Things have greatly improved in this category in recent years.  Limits were placed on the amount of dredge spoils that could be dumped at the sites.  Much of the muck was either taken far out The Gate to an ocean disposal site or used for land fill.

But now comes another ingredient for our path to disaster.  This proposed game plan calls for the excavation of a huge hole in the bay bottom near China Camp to hold massive amounts of dredged spoils that are ticketed for the Hamilton Field Restoration Project.  In other words, the muck will be dumped at the China Camp holding pit and then sent to Hamilton Field.  Like most observers, I’m a big fan of the HFRP.  The benefits for that part of the bay and the resident creatures are tremendous.  

This new game plan, which has been previewed for you here tonight, will undoubtedly save millions of dollars and will hasten the completion of this worthwhile project.

But what about the ramifications for our bay for the next decade while this new plan is in operation.  I’m not a hydrologist or an engineer or an expert on sediment, turbidity or muck.  But I think I am knowledgeable enough to predict with some accuracy the demise of our local waters as a recreational playground if this new plan is instituted.  The expression about “the final nail in the coffin” comes to mind.

I have talked with numerous people far more knowledgeable than myself, including John Beuttler, executive director for the California Sportfishing Protection Alliance.  John calls the project “a potential disaster for all aquatic life in local bay waters.”

This new plan could serve as a death sentence for much of San Pablo and San Francisco Bays, the lower reaches of the Delta and probably some of our ocean waters.

But Army Corps of Engineers consultant Richard Walter says: “The impact on the bay would be negligible.  We don’t find a significant unavoidable impact.” There’s enough baloney in that statement to fill a dozen barges.

I guess Mr.

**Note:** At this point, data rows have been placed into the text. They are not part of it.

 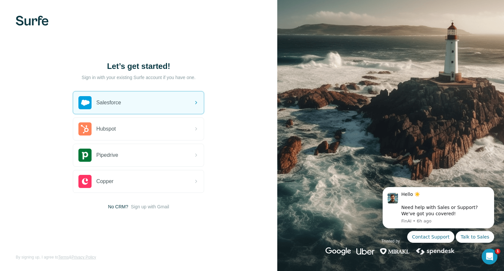 What do you see at coordinates (73, 23) in the screenshot?
I see `div: Hello ☀️ ​ Need help with Sales or Support? We've got you covered!` at bounding box center [73, 23].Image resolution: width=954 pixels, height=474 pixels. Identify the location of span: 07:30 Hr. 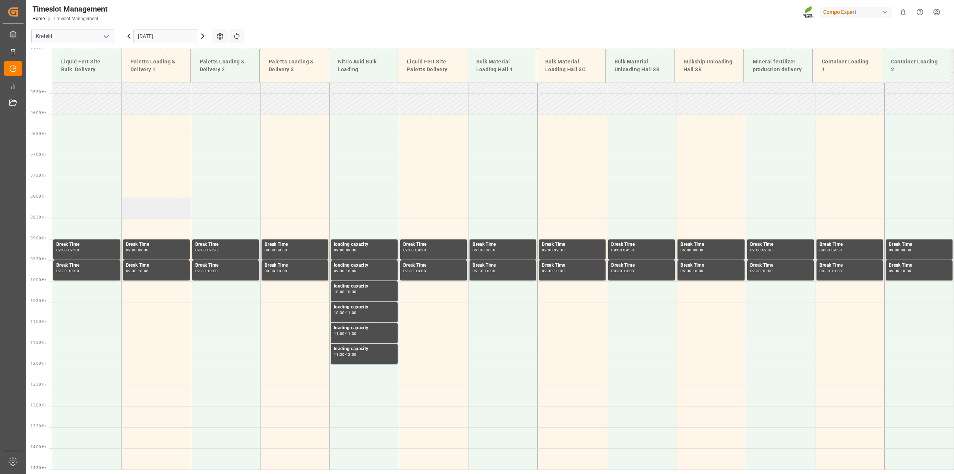
(38, 175).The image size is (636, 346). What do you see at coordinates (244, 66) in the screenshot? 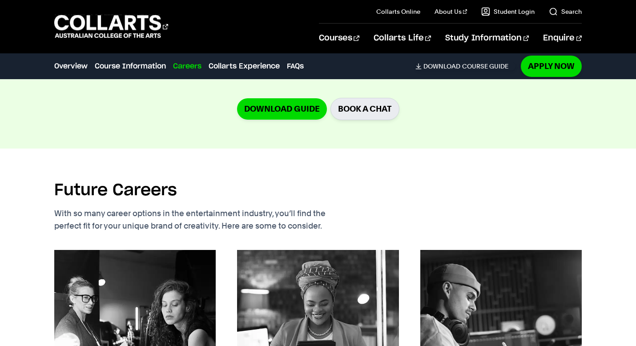
I see `a: Collarts Experience` at bounding box center [244, 66].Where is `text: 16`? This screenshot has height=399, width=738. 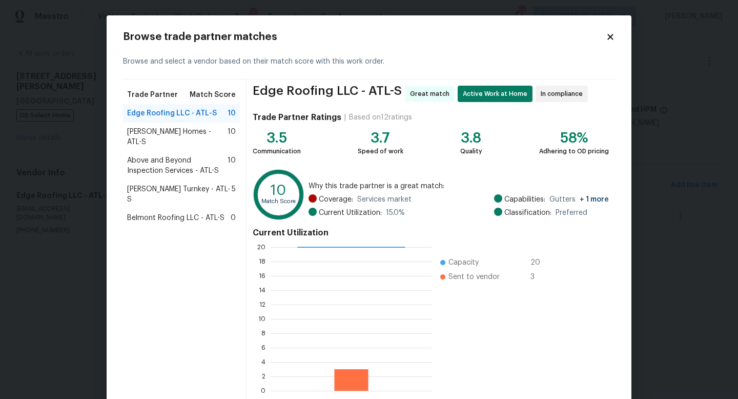 text: 16 is located at coordinates (262, 276).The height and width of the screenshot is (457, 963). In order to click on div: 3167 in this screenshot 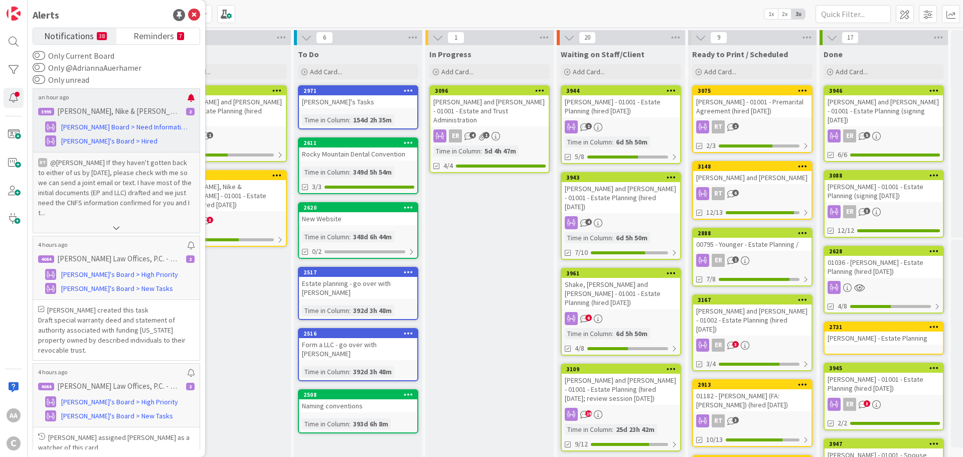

Walter and his cohorts don’t consider excavating this enormous area (5 football fields long and 3 football fields wide) and then constantly dumping the crud which will greatly increase the turbidity of the water for many miles a “significant impact.”  It’s a known fact that all aquatic creatures will avoid turbid waters.

And to make it even worse, the gigantic dump site is right in the middle of “The Sturgeon Triangle.”  This is an area that is home for a vast quantity of marine life and is considered one of the top angling locations in the state.

Halleluiah!  Walter did admit that fish may be affected where dumping of the material is happening.

I would guess that the muddy water that will undoubtedly result from the advent of this new strategy will most likely cause the demise of most local fishing-related businesses.

I believe it is a legal necessity for a mitigation fund to be a part of the environmental review process to take care of a sportfishing industry that will almost certainly be devastated by the start of massive dumping into a 40 foot deep abyss that is used as a “holding area” for the muck that will eventually be taken to the Hamilton Field area.

With abuse like this, no wonder bad news hangs over this once mighty estuary like a black cloud.

Just check the facts.  Endangered species.  Decreasing fish populations.  No salmon fishing.  Constantly revised fishing regulations which restrict the size and take of our prized sports fish and limiting the available fishing locations.  Woe is me!